In short, following this approach, regimes are shifting targets of analysis; their understanding requires a range of concepts, distinctions, and qualifications; and it is unwise, if not impossible, to stipulate, in a simple or essentialist fashion, what is or is not “a democracy.” And for this very reason, I would argue, the social scientific usefulness of the concept of “illiberal democracy” can only be judged pragmatically. Does it help us to understand certain things about the political projects of contemporary anti-liberal political leaders and movements and about the possible or probable changes being instituted in its name? Surely yes. Does it have limits, and do the phenomena that the term seeks to capture also admit of other possible categorizations? Surely yes.

In this sense, the only reasonable social scientific answer to the question “is there illiberal democracy?” is qualified: there surely are phenomena that admit of this label, but whether or not this label suffices, or is the best label to apply, or is as suitable at time T2 as is it was at time T1, can only be determined by specific social scientific analyses and arguments. In the same way, whether a regime being led by an “illiberal democratic” government has moved decisively toward a more full-fledged authoritarian regime can only be determined by specific analyses and arguments. And there is no reason to expect a consensus on these questions any time soon.

 

References

[1] Fareed Zakaria, “The Rise of Illiberal Democracy.” Foreign Affairs (November/December 1997), pp. 22-43. See also his later book The Future of Freedom: Illiberal Democracy at Home and Abroad (New York: W.W. Norton, 2003). Many of these themes were also raised in Vladimir Tismaneanu’s important Fantasies of Salvation: Democracy, Nationalism, and Myth in Post-Communist Europe (Princeton 1998).

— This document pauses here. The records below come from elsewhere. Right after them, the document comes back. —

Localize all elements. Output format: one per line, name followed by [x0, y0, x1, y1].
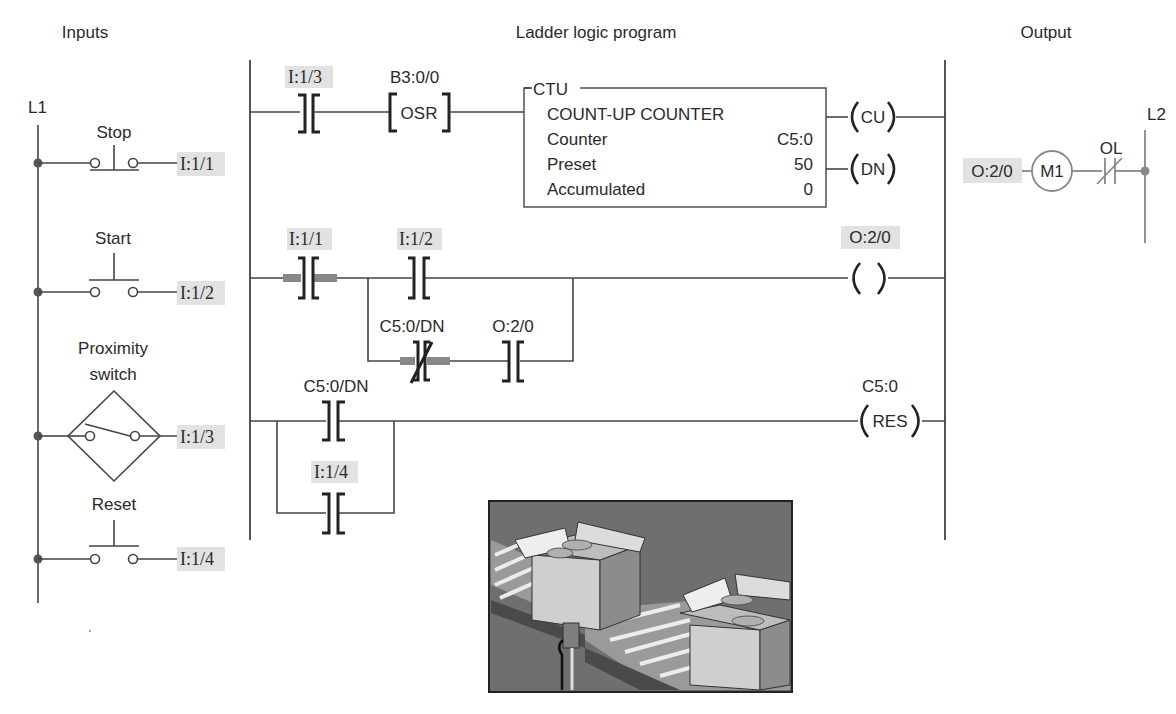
ctu-header: CTU [533, 80, 568, 99]
ctu-row-value: 0 [804, 180, 813, 199]
reset-label: Reset [92, 495, 137, 514]
motor-label: M1 [1040, 162, 1064, 181]
rung3-branch-address: I:1/4 [314, 462, 348, 482]
osr-address: B3:0/0 [390, 68, 439, 87]
output-address: O:2/0 [971, 162, 1013, 181]
osr-instruction: OSR [390, 94, 449, 131]
proximity-label-line1: Proximity [78, 339, 148, 358]
rung-1: I:1/3 B3:0/0 OSR CTU COUNT-UP COUNTER Co… [250, 66, 945, 207]
l2-label: L2 [1147, 105, 1166, 124]
dn-coil-icon: DN [852, 154, 894, 184]
stop-label: Stop [97, 123, 132, 142]
ctu-row-label: Accumulated [547, 180, 645, 199]
reset-pushbutton: Reset I:1/4 [34, 495, 226, 571]
rung2-contact2-address: I:1/2 [399, 229, 433, 249]
rung2-contact1-address: I:1/1 [289, 229, 323, 249]
rung3-coil-address: C5:0 [862, 377, 898, 396]
rung2-coil-address: O:2/0 [849, 228, 891, 247]
osr-label: OSR [401, 104, 438, 123]
cu-coil-icon: CU [852, 102, 894, 132]
start-pushbutton: Start I:1/2 [34, 229, 226, 305]
overload-label: OL [1100, 139, 1123, 158]
ctu-row-label: Preset [547, 155, 596, 174]
output-section: L2 O:2/0 M1 OL [963, 105, 1166, 243]
ctu-row-value: 50 [794, 155, 813, 174]
output-header: Output [1020, 23, 1071, 42]
inputs-header: Inputs [62, 23, 108, 42]
rung-2: I:1/1 I:1/2 C5:0/DN [250, 226, 945, 383]
program-header: Ladder logic program [516, 23, 677, 42]
start-address: I:1/2 [180, 283, 214, 303]
proximity-sensor-icon [563, 623, 579, 648]
ctu-block: CTU COUNT-UP COUNTER Counter C5:0 Preset… [524, 80, 826, 207]
inputs-section: L1 Stop I:1/1 Start I:1/2 [28, 98, 225, 603]
l1-label: L1 [28, 98, 47, 117]
reset-address: I:1/4 [180, 549, 214, 569]
dn-coil-label: DN [861, 160, 886, 179]
cu-coil-label: CU [861, 108, 886, 127]
proximity-address: I:1/3 [180, 427, 214, 447]
reset-coil-label: RES [873, 412, 908, 431]
stop-address: I:1/1 [180, 154, 214, 174]
ctu-row-value: C5:0 [777, 130, 813, 149]
stop-pushbutton: Stop I:1/1 [34, 123, 226, 176]
rung3-contact-address: C5:0/DN [303, 377, 368, 396]
rung2-nc-address: C5:0/DN [379, 317, 444, 336]
no-contact-icon [298, 95, 320, 132]
start-label: Start [95, 229, 131, 248]
proximity-switch: Proximity switch I:1/3 [34, 339, 226, 481]
proximity-label-line2: switch [89, 365, 136, 384]
ladder-program: I:1/3 B3:0/0 OSR CTU COUNT-UP COUNTER Co… [250, 60, 945, 540]
conveyor-illustration [489, 501, 792, 692]
ctu-title: COUNT-UP COUNTER [547, 105, 724, 124]
ctu-row-label: Counter [547, 130, 608, 149]
rung1-contact-address: I:1/3 [288, 67, 322, 87]
ladder-diagram: Inputs Ladder logic program Output L1 St… [0, 0, 1176, 714]
rung2-branch-no-address: O:2/0 [492, 317, 534, 336]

[2] See, for example, Steven Levitsky and Lucan Way’s “The Rise of Competitive Authoritarianism.” Journal of Democracy (April 2002).

[3] Full text of Viktor Orbán’s speech at Băile Tuşnad (Tusnádfürdő) of 26 July 2014.

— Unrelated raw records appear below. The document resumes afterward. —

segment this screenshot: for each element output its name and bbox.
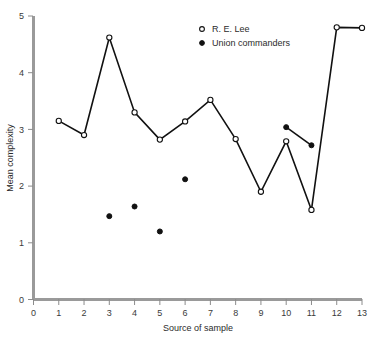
x-tick-label-2: 2 [82, 308, 87, 318]
x-tick-label-7: 7 [208, 308, 213, 318]
x-tick-label-9: 9 [258, 308, 263, 318]
y-tick-label-2: 2 [19, 181, 24, 191]
chart-figure: 012345 012345678910111213 Mean complexit… [0, 0, 391, 342]
data-point-r-e-lee-2 [81, 132, 86, 137]
series-markers [56, 25, 364, 234]
scatter-line-chart: 012345 012345678910111213 Mean complexit… [0, 0, 391, 342]
data-point-union-commanders-4 [132, 204, 137, 209]
x-tick-label-4: 4 [132, 308, 137, 318]
data-point-r-e-lee-12 [334, 25, 339, 30]
data-point-r-e-lee-5 [157, 137, 162, 142]
x-axis-title: Source of sample [163, 323, 233, 333]
data-point-union-commanders-6 [183, 177, 188, 182]
data-point-union-commanders-10 [284, 125, 289, 130]
x-tick-label-13: 13 [357, 308, 367, 318]
data-point-r-e-lee-3 [107, 35, 112, 40]
legend-marker-open-circle [200, 27, 205, 32]
data-point-r-e-lee-4 [132, 110, 137, 115]
y-axis-title: Mean complexity [5, 124, 15, 192]
data-point-r-e-lee-6 [183, 119, 188, 124]
data-point-union-commanders-5 [157, 229, 162, 234]
y-tick-label-1: 1 [19, 238, 24, 248]
y-tick-label-5: 5 [19, 11, 24, 21]
y-tick-label-0: 0 [19, 295, 24, 305]
data-point-r-e-lee-9 [258, 189, 263, 194]
x-tick-label-8: 8 [233, 308, 238, 318]
data-point-union-commanders-11 [309, 143, 314, 148]
data-point-r-e-lee-10 [284, 139, 289, 144]
data-point-r-e-lee-13 [359, 25, 364, 30]
legend-label-union: Union commanders [212, 38, 291, 48]
data-point-r-e-lee-11 [309, 207, 314, 212]
x-tick-label-10: 10 [281, 308, 291, 318]
x-tick-label-6: 6 [183, 308, 188, 318]
y-axis-tick-labels: 012345 [19, 11, 24, 305]
data-point-union-commanders-3 [107, 214, 112, 219]
y-tick-label-4: 4 [19, 68, 24, 78]
series-line-r-e-lee [59, 27, 362, 210]
x-tick-label-1: 1 [56, 308, 61, 318]
chart-legend: R. E. Lee Union commanders [200, 24, 291, 48]
x-tick-label-12: 12 [332, 308, 342, 318]
x-tick-label-5: 5 [157, 308, 162, 318]
x-tick-label-0: 0 [31, 308, 36, 318]
legend-marker-filled-circle [200, 41, 205, 46]
x-tick-label-3: 3 [107, 308, 112, 318]
data-point-r-e-lee-1 [56, 118, 61, 123]
figure-caption-cropped [6, 335, 386, 342]
series-polylines [59, 27, 362, 210]
x-tick-label-11: 11 [307, 308, 316, 318]
data-point-r-e-lee-7 [208, 97, 213, 102]
legend-label-lee: R. E. Lee [212, 24, 250, 34]
x-axis-tick-labels: 012345678910111213 [31, 308, 367, 318]
y-tick-label-3: 3 [19, 125, 24, 135]
data-point-r-e-lee-8 [233, 136, 238, 141]
series-segment-union-commanders [286, 127, 311, 145]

[4] Erin K. Jenne and Cas Mudde, “Hungary’s Illiberal Turn: Can Outsiders Help?” Journal of Democracy, vol. 23, no. 3 (July 2012).

[5] Russian President Vladimir Putin, Interview with NBC Television, July 12, 2006.

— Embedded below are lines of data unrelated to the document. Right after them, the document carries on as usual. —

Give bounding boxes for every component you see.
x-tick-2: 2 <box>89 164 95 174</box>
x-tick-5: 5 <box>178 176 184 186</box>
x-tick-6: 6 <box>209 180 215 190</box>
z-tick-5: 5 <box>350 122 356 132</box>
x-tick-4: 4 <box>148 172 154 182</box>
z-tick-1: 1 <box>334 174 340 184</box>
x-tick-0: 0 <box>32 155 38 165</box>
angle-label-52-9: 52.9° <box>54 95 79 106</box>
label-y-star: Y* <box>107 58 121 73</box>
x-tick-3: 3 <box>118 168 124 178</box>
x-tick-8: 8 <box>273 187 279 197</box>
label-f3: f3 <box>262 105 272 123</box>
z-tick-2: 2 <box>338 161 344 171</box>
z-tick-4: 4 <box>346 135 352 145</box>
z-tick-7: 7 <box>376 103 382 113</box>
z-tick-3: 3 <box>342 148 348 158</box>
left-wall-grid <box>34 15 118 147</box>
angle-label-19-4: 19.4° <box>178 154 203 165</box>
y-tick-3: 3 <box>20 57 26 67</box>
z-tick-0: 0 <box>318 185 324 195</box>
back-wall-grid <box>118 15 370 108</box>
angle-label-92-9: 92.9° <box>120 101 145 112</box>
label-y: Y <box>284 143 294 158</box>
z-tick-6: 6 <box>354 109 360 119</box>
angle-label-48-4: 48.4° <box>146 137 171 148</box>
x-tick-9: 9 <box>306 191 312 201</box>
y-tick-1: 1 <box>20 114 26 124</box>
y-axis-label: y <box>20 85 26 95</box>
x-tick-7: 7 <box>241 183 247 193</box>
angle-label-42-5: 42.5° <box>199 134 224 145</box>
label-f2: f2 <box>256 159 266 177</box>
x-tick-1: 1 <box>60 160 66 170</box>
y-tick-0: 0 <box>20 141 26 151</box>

[6] Vladislav Surkov, Deputy Chief of Staff of the President of the Russian Federation, June 29, 2006.

[7] Vladislav Surkov, “How Russia Should Fight International Conspiracies.” (November 29, 2006).

[8] Jan-Werner Muller, What is Populism? (University of Pennsylvania Press, 2016).

[9] Jan-Werner Muller, Contesting Democracy: Political Ideas in Twentieth-Century Europe (Yale University Press, 2011), pp. 3-5.

[10] Ibid., p. 4.

[11] Robert Michels, Political Parties (Ontario: Batoche Books, 2001), pp. 8, 15-16.

[12] Peter Krastev and Jon Van Til, eds., The Hungarian Patient: Social Opposition to an Illiberal Democracy (CEU Press, 2015). See also Janos Kornai, “Hungary’s U-Turn: Retreating from Democracy.” Journal of Democracy, vol. 26, no. 3 (July 2015).

[13] David Ost, “Regime Change in Poland, Carried Out from Within.” Nation (January 8, 2016).

[14] Rick Noack, “Polish Women Go On Nationwide Strike Against Abortion Ban.” Washington Post (October 3, 2016).

[15] Patrick Kingsley, “Hungary’s Referendum Not Valid After Voters Stay Away.” The Guardian (Sunday, October 2, 2016).

[16] See John Connelly, “Central European University Under Attack.” The Nation (April 12, 2017).

and “As Far as Hungarian State Television is Concerned, Soros is an Evil Zionist.” Hungarian Spectrum (May 26, 2017).

[17] See Varieties of Democracy: Global Standards, Local Knowledge.

[18] John Gerring, Michael Coppedge, et al., “Conceptualizing and Measuring Democracy: A New Approach.” Perspectives on Politics (June 2011), pp. 247-6.

 

Jeffrey C. Isaac is the James H. Rudy Professor of Political Science at Indiana University, Bloomington. He is the Editor-in-Chief of the flagship journal of the American Political Science Association, Perspectives on Politics: A Political Science Public Sphere. He is the author of many books, including Democracy in Dark Times (Cornell, 1998; Polirom, 2000).Click here to access his full bio.